Complicated feelings about iCarly

In December 2020, TVLine reported that an iCarly revival with most of the original cast would stream on Paramount+. One alum who is not returning, however, is McCurdy. When asked on Twitter if the actress will reprise her role for the revival, co-showrunner Jay Kogen (prior to his departure from the showresponded, "It's her call."

Eight months before this announcement, McCurdy told Elite Daily that she does look back fondly on the original iCarly. "I still have complicated feelings toward my past from my experience with Nickelodeon," said McCurdy. "It's something that I work on. I'd like to get to a place of peace with my past. That would be great." She also explained that she had to deal with other issues, such as mourning her mom and fixing her eating disorder, before she could come to terms with her past success.
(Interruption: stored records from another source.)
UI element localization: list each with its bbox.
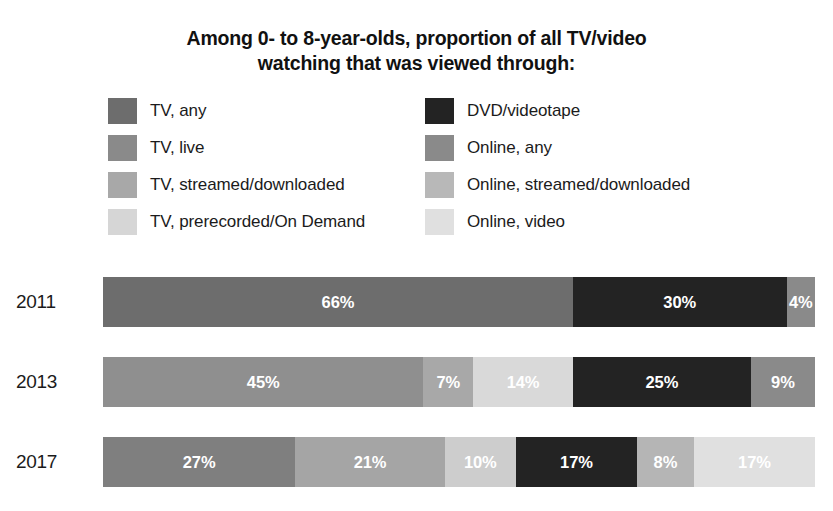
bar-segment[interactable]: 10%	[445, 437, 516, 487]
legend-item[interactable]: Online, video	[425, 203, 825, 240]
bar-segment-value-label: 25%	[646, 373, 679, 392]
legend-swatch-icon	[108, 172, 137, 198]
bar-segment[interactable]: 14%	[473, 357, 573, 407]
bar-segment-value-label: 17%	[738, 453, 771, 472]
bar-segment[interactable]: 45%	[103, 357, 423, 407]
bar-segment-value-label: 10%	[464, 453, 497, 472]
bar-segment-value-label: 9%	[771, 373, 795, 392]
legend-item-label: DVD/videotape	[467, 101, 580, 121]
chart-legend: TV, anyTV, liveTV, streamed/downloadedTV…	[0, 92, 833, 242]
chart-title-line-2: watching that was viewed through:	[0, 51, 833, 76]
legend-item[interactable]: DVD/videotape	[425, 92, 825, 129]
legend-swatch-icon	[108, 209, 137, 235]
bar-segment[interactable]: 7%	[423, 357, 473, 407]
legend-item-label: Online, any	[467, 138, 552, 158]
legend-column-right: DVD/videotapeOnline, anyOnline, streamed…	[425, 92, 825, 240]
legend-item-label: Online, video	[467, 212, 565, 232]
legend-item[interactable]: Online, any	[425, 129, 825, 166]
bar-track: 27%21%10%17%8%17%	[103, 437, 815, 487]
bar-row-year-label: 2011	[16, 277, 92, 327]
bar-row-year-label: 2017	[16, 437, 92, 487]
bar-row: 201166%30%4%	[0, 277, 833, 327]
bar-segment[interactable]: 66%	[103, 277, 573, 327]
chart-title-line-1: Among 0- to 8-year-olds, proportion of a…	[0, 26, 833, 51]
bar-segment-value-label: 30%	[663, 293, 696, 312]
legend-item-label: TV, any	[150, 101, 206, 121]
legend-item[interactable]: TV, live	[108, 129, 428, 166]
bar-segment[interactable]: 4%	[787, 277, 815, 327]
bar-track: 66%30%4%	[103, 277, 815, 327]
legend-item[interactable]: TV, any	[108, 92, 428, 129]
bar-track: 45%7%14%25%9%	[103, 357, 815, 407]
legend-item-label: TV, streamed/downloaded	[150, 175, 345, 195]
legend-item-label: TV, prerecorded/On Demand	[150, 212, 365, 232]
chart-title: Among 0- to 8-year-olds, proportion of a…	[0, 26, 833, 76]
legend-item[interactable]: Online, streamed/downloaded	[425, 166, 825, 203]
bar-segment-value-label: 45%	[247, 373, 280, 392]
legend-item-label: Online, streamed/downloaded	[467, 175, 690, 195]
chart-plot-area: 201166%30%4%201345%7%14%25%9%201727%21%1…	[0, 262, 833, 502]
bar-segment-value-label: 66%	[322, 293, 355, 312]
legend-column-left: TV, anyTV, liveTV, streamed/downloadedTV…	[108, 92, 428, 240]
legend-item[interactable]: TV, streamed/downloaded	[108, 166, 428, 203]
bar-segment-value-label: 4%	[789, 293, 813, 312]
bar-segment[interactable]: 8%	[637, 437, 694, 487]
bar-segment[interactable]: 30%	[573, 277, 787, 327]
bar-segment-value-label: 21%	[354, 453, 387, 472]
legend-swatch-icon	[108, 98, 137, 124]
bar-segment[interactable]: 17%	[516, 437, 637, 487]
bar-segment[interactable]: 17%	[694, 437, 815, 487]
bar-row: 201345%7%14%25%9%	[0, 357, 833, 407]
legend-swatch-icon	[425, 135, 454, 161]
legend-item-label: TV, live	[150, 138, 204, 158]
bar-segment-value-label: 17%	[560, 453, 593, 472]
bar-segment-value-label: 8%	[654, 453, 678, 472]
bar-segment[interactable]: 27%	[103, 437, 295, 487]
bar-segment[interactable]: 9%	[751, 357, 815, 407]
bar-segment[interactable]: 25%	[573, 357, 751, 407]
legend-swatch-icon	[425, 209, 454, 235]
bar-segment-value-label: 14%	[507, 373, 540, 392]
legend-swatch-icon	[425, 172, 454, 198]
bar-segment[interactable]: 21%	[295, 437, 445, 487]
legend-item[interactable]: TV, prerecorded/On Demand	[108, 203, 428, 240]
bar-row: 201727%21%10%17%8%17%	[0, 437, 833, 487]
bar-row-year-label: 2013	[16, 357, 92, 407]
bar-segment-value-label: 27%	[183, 453, 216, 472]
bar-segment-value-label: 7%	[436, 373, 460, 392]
legend-swatch-icon	[108, 135, 137, 161]
legend-swatch-icon	[425, 98, 454, 124]
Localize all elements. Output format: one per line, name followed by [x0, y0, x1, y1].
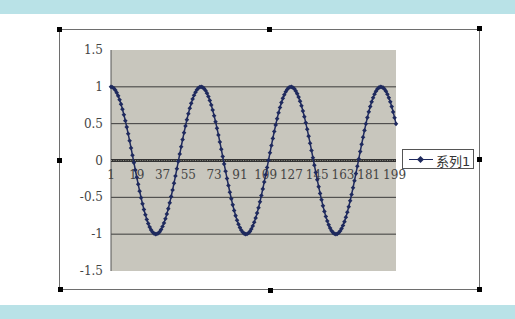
x-tick-label: 181: [357, 168, 380, 182]
x-tick-label: 199: [383, 168, 406, 182]
y-tick-label: -1: [91, 227, 103, 241]
y-tick-label: 0.5: [84, 117, 103, 131]
x-tick-label: 127: [280, 168, 303, 182]
x-tick-label: 37: [155, 168, 170, 182]
y-tick-label: 1: [95, 80, 103, 94]
x-tick-label: 91: [232, 168, 247, 182]
x-tick-label: 73: [206, 168, 221, 182]
legend-marker-icon: [417, 156, 424, 163]
y-tick-label: -0.5: [80, 190, 103, 204]
y-tick-label: 1.5: [84, 43, 103, 57]
y-tick-label: 0: [95, 154, 103, 168]
x-tick-label: 163: [332, 168, 355, 182]
legend-label: 系列1: [436, 151, 470, 170]
legend[interactable]: 系列1: [402, 149, 474, 169]
y-tick-label: -1.5: [80, 264, 103, 278]
x-tick-label: 1: [107, 168, 115, 182]
x-tick-label: 55: [181, 168, 196, 182]
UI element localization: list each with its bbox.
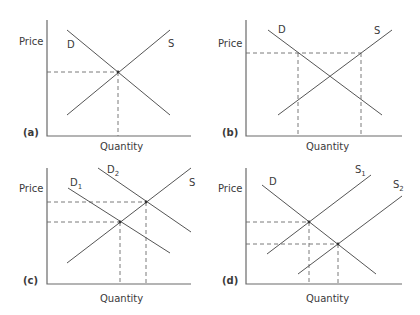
supply-curve-2 xyxy=(298,196,402,274)
curve-label: D1 xyxy=(70,177,82,191)
demand-curve xyxy=(268,30,382,115)
equilibrium-point xyxy=(337,243,340,246)
curve-label: D xyxy=(269,176,277,187)
diagram-canvas: DSPriceQuantity(a)DSPriceQuantity(b)D1D2… xyxy=(0,0,420,315)
x-axis-label: Quantity xyxy=(306,141,349,152)
y-axis-label: Price xyxy=(19,36,43,47)
curve-label-subscript: 2 xyxy=(115,170,119,178)
curve-label: S2 xyxy=(393,179,404,193)
curve-label-subscript: 2 xyxy=(399,185,403,193)
axes xyxy=(246,20,402,136)
y-axis-label: Price xyxy=(19,183,43,194)
curve-label-subscript: 1 xyxy=(361,170,365,178)
x-axis-label: Quantity xyxy=(306,293,349,304)
equilibrium-point xyxy=(145,201,148,204)
panel-label: (d) xyxy=(222,275,238,286)
curve-label: S xyxy=(374,25,380,36)
panel-label: (c) xyxy=(23,275,38,286)
supply-curve-1 xyxy=(267,175,371,254)
supply-demand-figure: DSPriceQuantity(a)DSPriceQuantity(b)D1D2… xyxy=(0,0,420,315)
curve-label: D xyxy=(67,39,75,50)
curve-label: S1 xyxy=(355,164,366,178)
curve-label: D xyxy=(278,24,286,35)
y-axis-label: Price xyxy=(218,183,242,194)
demand-curve-1 xyxy=(68,188,170,253)
axes xyxy=(47,168,191,284)
curve-label: S xyxy=(168,38,174,49)
panel-label: (a) xyxy=(23,127,39,138)
panel-c: D1D2SPriceQuantity(c) xyxy=(19,164,195,304)
panel-b: DSPriceQuantity(b) xyxy=(218,20,402,152)
equilibrium-point xyxy=(308,221,311,224)
x-axis-label: Quantity xyxy=(100,293,143,304)
curve-label-subscript: 1 xyxy=(78,183,82,191)
supply-curve xyxy=(278,30,392,115)
equilibrium-point xyxy=(117,71,120,74)
y-axis-label: Price xyxy=(218,38,242,49)
panel-d: DS1S2PriceQuantity(d) xyxy=(218,164,404,304)
x-axis-label: Quantity xyxy=(100,141,143,152)
demand-curve xyxy=(262,185,376,274)
equilibrium-point xyxy=(119,221,122,224)
panel-a: DSPriceQuantity(a) xyxy=(19,20,191,152)
panel-label: (b) xyxy=(222,127,238,138)
supply-curve xyxy=(67,168,191,263)
curve-label: S xyxy=(189,177,195,188)
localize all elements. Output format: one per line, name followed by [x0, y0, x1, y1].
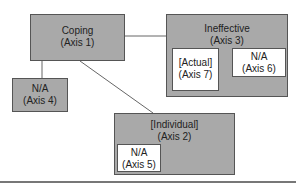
node-label: N/A: [233, 51, 285, 63]
node-na-axis4: N/A (Axis 4): [12, 78, 68, 112]
node-individual: [Individual] (Axis 2) N/A (Axis 5): [114, 113, 235, 175]
node-na-axis5: N/A (Axis 5): [117, 144, 161, 172]
node-axis: (Axis 2): [115, 131, 234, 143]
node-label: [Actual]: [173, 57, 218, 69]
node-axis: (Axis 7): [173, 69, 218, 81]
node-label: Ineffective: [167, 23, 287, 35]
node-actual: [Actual] (Axis 7): [172, 48, 219, 91]
bottom-rule: [0, 181, 296, 183]
node-na-axis6: N/A (Axis 6): [232, 48, 286, 77]
node-ineffective: Ineffective (Axis 3) [Actual] (Axis 7) N…: [166, 14, 288, 97]
node-axis: (Axis 1): [31, 37, 124, 49]
node-axis: (Axis 4): [13, 95, 67, 107]
node-label: Coping: [31, 25, 124, 37]
node-label: N/A: [118, 147, 160, 159]
node-axis: (Axis 5): [118, 159, 160, 171]
node-axis: (Axis 6): [233, 63, 285, 75]
node-coping: Coping (Axis 1): [30, 14, 125, 61]
node-axis: (Axis 3): [167, 35, 287, 47]
node-label: [Individual]: [115, 119, 234, 131]
node-label: N/A: [13, 83, 67, 95]
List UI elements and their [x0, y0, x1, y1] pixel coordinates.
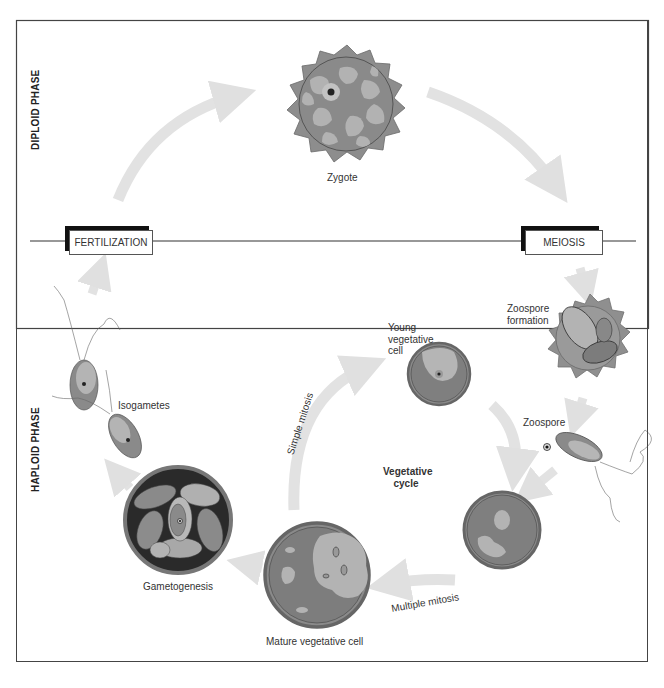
zoospore-label: Zoospore — [523, 417, 565, 429]
vegetative-cycle-line1: Vegetative — [383, 466, 429, 478]
fertilization-box: FERTILIZATION — [69, 230, 153, 255]
zygote-label: Zygote — [327, 172, 358, 184]
isogametes-label: Isogametes — [118, 400, 170, 412]
zoospore-formation-label: Zoospore formation — [507, 303, 549, 326]
meiosis-box: MEIOSIS — [525, 230, 603, 255]
young-vegetative-line1: Young — [388, 322, 434, 334]
diploid-phase-label: DIPLOID PHASE — [30, 70, 41, 150]
vegetative-cycle-label: Vegetative cycle — [383, 466, 429, 489]
young-vegetative-line2: vegetative — [388, 334, 434, 346]
young-vegetative-label: Young vegetative cell — [388, 322, 434, 357]
mature-vegetative-label: Mature vegetative cell — [266, 636, 363, 648]
zoospore-formation-line1: Zoospore — [507, 303, 549, 315]
young-vegetative-line3: cell — [388, 345, 434, 357]
frame-border — [16, 20, 648, 662]
vegetative-cycle-line2: cycle — [383, 478, 429, 490]
haploid-phase-label: HAPLOID PHASE — [30, 407, 41, 492]
zoospore-formation-line2: formation — [507, 315, 549, 327]
gametogenesis-label: Gametogenesis — [143, 581, 213, 593]
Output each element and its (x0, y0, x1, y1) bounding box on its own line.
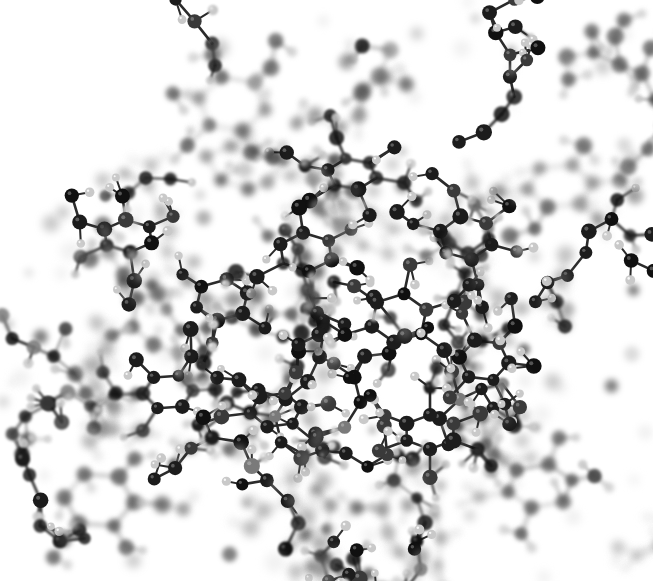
molecular-structure-render (0, 0, 653, 581)
molecule-viewport: Ball-and-stick molecular model Grayscale… (0, 0, 653, 581)
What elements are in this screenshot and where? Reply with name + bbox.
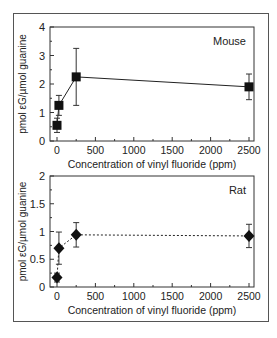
x-tick-label: 1000 (122, 290, 146, 302)
data-point-diamond (53, 242, 64, 254)
species-label: Rat (229, 184, 246, 196)
x-tick-label: 500 (87, 144, 105, 156)
y-axis-label: pmol εG/µmol guanine (17, 181, 28, 281)
x-tick-label: 2500 (237, 144, 261, 156)
data-point-diamond (71, 229, 82, 241)
x-tick-label: 2500 (237, 290, 261, 302)
x-tick-label: 0 (54, 144, 60, 156)
data-point-square (53, 121, 62, 130)
x-tick-label: 0 (54, 290, 60, 302)
series-line (57, 77, 249, 125)
mouse-chart: 0123405001000150020002500Concentration o… (17, 21, 261, 170)
series-line (57, 235, 249, 278)
chart-canvas: 0123405001000150020002500Concentration o… (0, 0, 277, 338)
y-axis-label: pmol εG/µmol guanine (17, 34, 28, 134)
data-point-square (54, 101, 63, 110)
y-tick-label: 4 (39, 21, 45, 33)
y-tick-label: 3 (39, 50, 45, 62)
y-tick-label: 0 (39, 135, 45, 147)
data-point-diamond (244, 230, 255, 242)
data-point-diamond (52, 272, 63, 284)
y-tick-label: 0 (39, 281, 45, 293)
x-tick-label: 2000 (199, 144, 223, 156)
rat-chart: 00.511.5205001000150020002500Concentrati… (17, 170, 261, 316)
y-tick-label: 0.5 (30, 253, 45, 265)
x-axis-label: Concentration of vinyl fluoride (ppm) (68, 304, 237, 316)
y-tick-label: 1.5 (30, 198, 45, 210)
x-axis-label: Concentration of vinyl fluoride (ppm) (68, 158, 237, 170)
x-tick-label: 2000 (199, 290, 223, 302)
species-label: Mouse (213, 35, 246, 47)
y-tick-label: 1 (39, 107, 45, 119)
x-tick-label: 1500 (161, 290, 185, 302)
data-point-square (72, 72, 81, 81)
data-point-square (245, 82, 254, 91)
x-tick-label: 500 (87, 290, 105, 302)
x-tick-label: 1500 (161, 144, 185, 156)
y-tick-label: 2 (39, 78, 45, 90)
x-tick-label: 1000 (122, 144, 146, 156)
y-tick-label: 2 (39, 170, 45, 182)
y-tick-label: 1 (39, 226, 45, 238)
plot-area (50, 176, 254, 287)
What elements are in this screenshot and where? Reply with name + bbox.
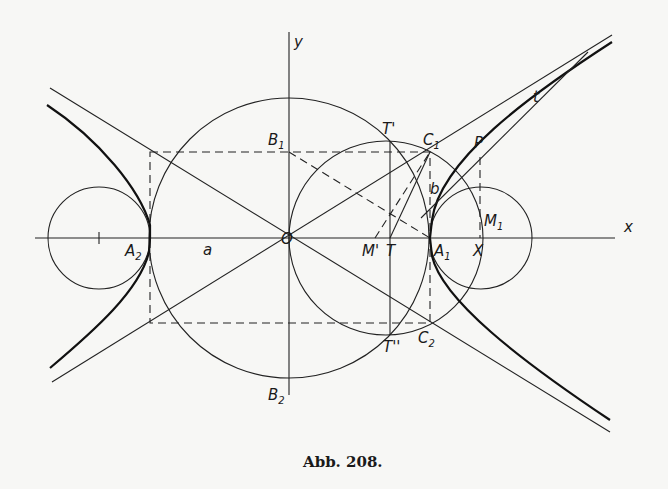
label-t-double-prime: T'' [383,338,400,356]
label-p: P [474,134,484,152]
label-b: b [430,180,440,198]
label-c2: C2 [418,329,435,349]
label-m1: M1 [484,212,503,232]
hyperbola-construction-diagram: y x O B1 B2 A2 A1 C1 C2 M1 a b t P X T M… [0,0,668,489]
label-t: t [533,88,540,106]
label-a1: A1 [433,242,451,262]
x-axis-label: x [623,218,633,236]
label-m-prime: M' [362,242,379,260]
label-c1: C1 [423,131,440,151]
hyperbola-right-branch [430,42,612,420]
label-a: a [203,241,212,259]
label-b1: B1 [268,131,285,151]
asymptote-positive [52,35,612,382]
label-a2: A2 [124,242,142,262]
label-t-point: T [386,242,397,260]
y-axis-label: y [293,33,304,51]
label-b2: B2 [268,386,285,406]
line-t-c1 [390,152,430,238]
label-t-prime: T' [382,120,395,138]
figure-caption: Abb. 208. [302,453,383,471]
asymptote-negative [50,88,610,432]
label-x-point: X [472,242,484,260]
origin-label: O [281,230,293,248]
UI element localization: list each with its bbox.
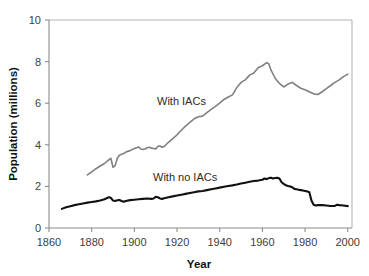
x-tick-label: 1960 xyxy=(250,236,274,248)
x-tick-label: 1860 xyxy=(37,236,61,248)
y-tick-label: 8 xyxy=(35,56,41,68)
x-tick-label: 1920 xyxy=(165,236,189,248)
x-axis-title: Year xyxy=(187,258,212,270)
x-tick-label: 2000 xyxy=(335,236,359,248)
x-tick-label: 1940 xyxy=(207,236,231,248)
y-axis-ticks: 0246810 xyxy=(29,14,49,234)
x-axis-ticks: 18601880190019201940196019802000 xyxy=(37,228,360,248)
y-tick-label: 10 xyxy=(29,14,41,26)
chart-figure: 0246810 18601880190019201940196019802000… xyxy=(0,0,369,276)
data-series-group xyxy=(62,63,348,209)
series-annotation-with-iacs: With IACs xyxy=(157,95,206,107)
series-line-with-iacs xyxy=(87,63,347,175)
y-tick-label: 4 xyxy=(35,139,41,151)
y-axis-title: Population (millions) xyxy=(7,67,19,181)
axes xyxy=(49,20,352,228)
chart-canvas: 0246810 18601880190019201940196019802000… xyxy=(0,0,369,276)
y-tick-label: 6 xyxy=(35,97,41,109)
x-tick-label: 1980 xyxy=(293,236,317,248)
x-tick-label: 1900 xyxy=(122,236,146,248)
series-annotation-with-no-iacs: With no IACs xyxy=(153,171,218,183)
y-tick-label: 0 xyxy=(35,222,41,234)
plot-frame xyxy=(49,20,352,228)
x-tick-label: 1880 xyxy=(79,236,103,248)
y-tick-label: 2 xyxy=(35,180,41,192)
On the bright side, McCurdy was happy to work with the cast and crew of iCarly. "I would not have such an enjoyable life if these people weren't in it," she said. "The human connections you have with people is always what determines whether, ultimately, something is a good or bad experience." While McCurdy is not proud of her iCarly days, these connections probably made her time on the show more tolerable. Maybe she is still spending time with the actors and crew members to this day?

She's busy with her own projects

After Between was not renewed for a third season, McCurdy decided to take a break from acting and focus on other projects. While several critics such as Mary McNamara of the Los Angeles Times acknowledged McCurdy as ″one of the few cast members who can act,″ her website states that she felt ashamed of many projects she acted in. "I never got the chance to be cast in a project I was proud to be part of," McCurdy told THR in 2018. "Now I have a better chance of making things I'm proud of than getting cast in things I'm proud of."

Assembling an all-female crew, McCurdy wrote and directed the short film Kenny, which was inspired by her mother's death and premiered on the Short of the Week, a YouTube channel that showcases shorts from around the world, in 2018. Other short films that McCurdy wrote and directed include The McCurdys, which is based on her childhood, and Strong Independent Women, which covers eating disorders.

McCurdy also started a podcast in 2020 called Empty Inside where she talks about many personal issues such as stage parents, rejection, dating. The guests she brings on to discuss these topics with include American Idol contestant David Archuleta, filmmaker Zane Rubin, and comedian Taylor Tomlinson. McCurdy may not act as much, but she is still doing what makes her happy.

She's not yet ready to act again

In a 2021 episode of Empty Inside, McCurdy officially announced that she will not return to acting anytime soon. "I quit a few years ago because I initially didn't want to do it," McCurdy told guest Anna Faris. "My mom put me in it when I was 6 and by sort of age, I guess, 10 or 11, I was the main financial support for my family. My family didn't have a lot of money, and this was the way out, which I actually think was helpful in driving me to some degree of success." McCurdy elaborated that acting was difficult because of nerves during auditions and that she lost much of her interest in acting after her mom died.

The former actress also reiterated that she feels ashamed of many roles that she played. "I resent my career in a lot of ways. I feel so unfulfilled by the roles that I played and felt like it was the most cheesy, embarrassing. I did the shows that I was on from like 13 to 21, and by 15, I was already embarrassed," said McCurdy. "My friends at 15, they're not like, 'Oh, cool, you're on this Nickelodeon show.' It was embarrassing."

McCurdy wrote and starred in a one-woman tragicomedy called I'm Glad My Mother Died, which debuted in Los Angeles on February 2020 and was put on hiatus due to the COVID-19 pandemic, but she described that as a one-off performance.